A records, PTR records, and TTL setting
Havard Eidnes
he at uninett.no
Thu Jan 11 21:48:04 UTC 2024
Hi,
first let me slide out on a tangent, and then say a few words
about what I think this is about:
>> Suppose you have a shoe. You can call it "a shoe" or "the shoe".
>> Suppose you have two shoes, because you have two feet. Are they identical?
>
> I'd like to change the analogy - to a person with two ears. And one head.
>
> The head (brain?, CPU?) knows it is referred to as "deb12dell"
> because that is what I named her.
Careful with the terminology here :), this reminds me of this
entry from the "fortune" program:
"... The name of the song is called 'Haddocks' Eyes'!"
"Oh, that's the name of the song, is it?" Alice said, trying to
feel interested.
"No, you don't understand," the Knight said, looking a little
vexed. "That's what the name is called. The name really is, 'The Aged
Aged Man.'"
"Then I ought to have said "That's what the song is called'?"
Alice corrected herself.
"No, you oughtn't: that's quite another thing! The song is
called 'Ways and Means': but that's only what it is called you know!"
"Well, what is the song then?" said Alice, who was by this time
completely bewildered.
"I was coming to that," the Knight said. "The song really is
"A-sitting on a Gate": and the tune's my own invention."
-- Lewis Carroll, "Through the Looking Glass"
> She is standing in the doorway to two rooms, The left ear
> listens to zone Living Room (ethernet). The right ear listens
> to zone Reading Room (wi-fi).
>
> If someone in the Living Room (ethernet) asks where is she
> ("deb12dell") located, I expect the answer to be she is at
> "192.168.60.175".
You can name more or less whatever you like in the DNS. You can
name hosts, be they single-homed or multi-homed, or if you have a
need to identify a particular interface on a multi-homed host,
you can name the interface on the host with a distinct name.
It's all up to you, dictated by your needs and what turns out to
be convenient or even necessary.
With that said, multi-homed hosts are IMHO somewhat of a kludge
-- you don't need to change expectations much before they end up
as routers. There's also the matter of whether a multi-homed
host implements the "strong" or "weak" host model. Ref.
https://en.wikipedia.org/wiki/Host_model -- that may influence
whether you want or need to name the individual interfaces.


- WHAT TO PRODUCE
What is needed is an exact transcription of the listing, with the images removed.
** Opening STUDY MATERIAL block **
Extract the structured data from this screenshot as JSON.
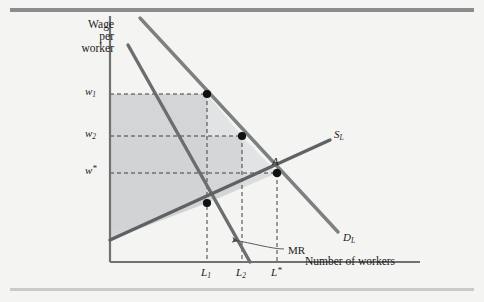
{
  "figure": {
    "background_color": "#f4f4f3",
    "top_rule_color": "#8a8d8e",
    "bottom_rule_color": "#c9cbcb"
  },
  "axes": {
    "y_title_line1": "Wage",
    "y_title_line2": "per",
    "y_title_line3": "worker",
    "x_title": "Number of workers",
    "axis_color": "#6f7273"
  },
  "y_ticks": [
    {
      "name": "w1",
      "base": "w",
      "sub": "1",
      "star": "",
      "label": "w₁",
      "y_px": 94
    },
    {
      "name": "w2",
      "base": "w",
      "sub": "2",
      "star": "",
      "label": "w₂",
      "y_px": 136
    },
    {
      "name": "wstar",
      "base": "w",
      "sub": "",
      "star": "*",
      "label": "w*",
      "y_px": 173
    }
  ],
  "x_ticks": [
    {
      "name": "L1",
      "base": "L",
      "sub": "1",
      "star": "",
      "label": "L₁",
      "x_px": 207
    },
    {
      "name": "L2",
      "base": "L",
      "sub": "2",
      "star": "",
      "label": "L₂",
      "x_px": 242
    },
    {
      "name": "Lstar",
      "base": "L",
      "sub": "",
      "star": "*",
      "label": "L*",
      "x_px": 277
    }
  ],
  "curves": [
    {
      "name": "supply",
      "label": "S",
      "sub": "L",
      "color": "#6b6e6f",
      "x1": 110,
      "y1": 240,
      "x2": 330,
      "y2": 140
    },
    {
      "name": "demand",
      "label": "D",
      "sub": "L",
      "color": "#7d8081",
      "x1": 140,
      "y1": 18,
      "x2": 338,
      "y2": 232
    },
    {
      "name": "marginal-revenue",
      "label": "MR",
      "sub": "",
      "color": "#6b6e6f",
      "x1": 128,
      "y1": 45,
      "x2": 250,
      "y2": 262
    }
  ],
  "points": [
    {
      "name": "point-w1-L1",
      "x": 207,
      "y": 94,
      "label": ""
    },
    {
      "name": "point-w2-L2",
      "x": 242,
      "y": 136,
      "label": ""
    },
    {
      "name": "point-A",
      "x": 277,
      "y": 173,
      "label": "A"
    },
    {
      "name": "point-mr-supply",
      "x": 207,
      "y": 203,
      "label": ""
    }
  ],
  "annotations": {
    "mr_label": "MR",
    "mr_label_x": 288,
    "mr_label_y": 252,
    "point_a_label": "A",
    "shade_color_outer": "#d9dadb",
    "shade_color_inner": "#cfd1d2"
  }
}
** Closing STUDY MATERIAL block **
- WRITTEN ANSWER
Extract the structured data from this screenshot as JSON.
{
  "figure": {
    "background_color": "#f4f4f3",
    "top_rule_color": "#8a8d8e",
    "bottom_rule_color": "#c9cbcb"
  },
  "axes": {
    "y_title_line1": "Wage",
    "y_title_line2": "per",
    "y_title_line3": "worker",
    "x_title": "Number of workers",
    "axis_color": "#6f7273"
  },
  "y_ticks": [
    {
      "name": "w1",
      "base": "w",
      "sub": "1",
      "star": "",
      "label": "w₁",
      "y_px": 94
    },
    {
      "name": "w2",
      "base": "w",
      "sub": "2",
      "star": "",
      "label": "w₂",
      "y_px": 136
    },
    {
      "name": "wstar",
      "base": "w",
      "sub": "",
      "star": "*",
      "label": "w*",
      "y_px": 173
    }
  ],
  "x_ticks": [
    {
      "name": "L1",
      "base": "L",
      "sub": "1",
      "star": "",
      "label": "L₁",
      "x_px": 207
    },
    {
      "name": "L2",
      "base": "L",
      "sub": "2",
      "star": "",
      "label": "L₂",
      "x_px": 242
    },
    {
      "name": "Lstar",
      "base": "L",
      "sub": "",
      "star": "*",
      "label": "L*",
      "x_px": 277
    }
  ],
  "curves": [
    {
      "name": "supply",
      "label": "S",
      "sub": "L",
      "color": "#6b6e6f",
      "x1": 110,
      "y1": 240,
      "x2": 330,
      "y2": 140
    },
    {
      "name": "demand",
      "label": "D",
      "sub": "L",
      "color": "#7d8081",
      "x1": 140,
      "y1": 18,
      "x2": 338,
      "y2": 232
    },
    {
      "name": "marginal-revenue",
      "label": "MR",
      "sub": "",
      "color": "#6b6e6f",
      "x1": 128,
      "y1": 45,
      "x2": 250,
      "y2": 262
    }
  ],
  "points": [
    {
      "name": "point-w1-L1",
      "x": 207,
      "y": 94,
      "label": ""
    },
    {
      "name": "point-w2-L2",
      "x": 242,
      "y": 136,
      "label": ""
    },
    {
      "name": "point-A",
      "x": 277,
      "y": 173,
      "label": "A"
    },
    {
      "name": "point-mr-supply",
      "x": 207,
      "y": 203,
      "label": ""
    }
  ],
  "annotations": {
    "mr_label": "MR",
    "mr_label_x": 288,
    "mr_label_y": 252,
    "point_a_label": "A",
    "shade_color_outer": "#d9dadb",
    "shade_color_inner": "#cfd1d2"
  }
}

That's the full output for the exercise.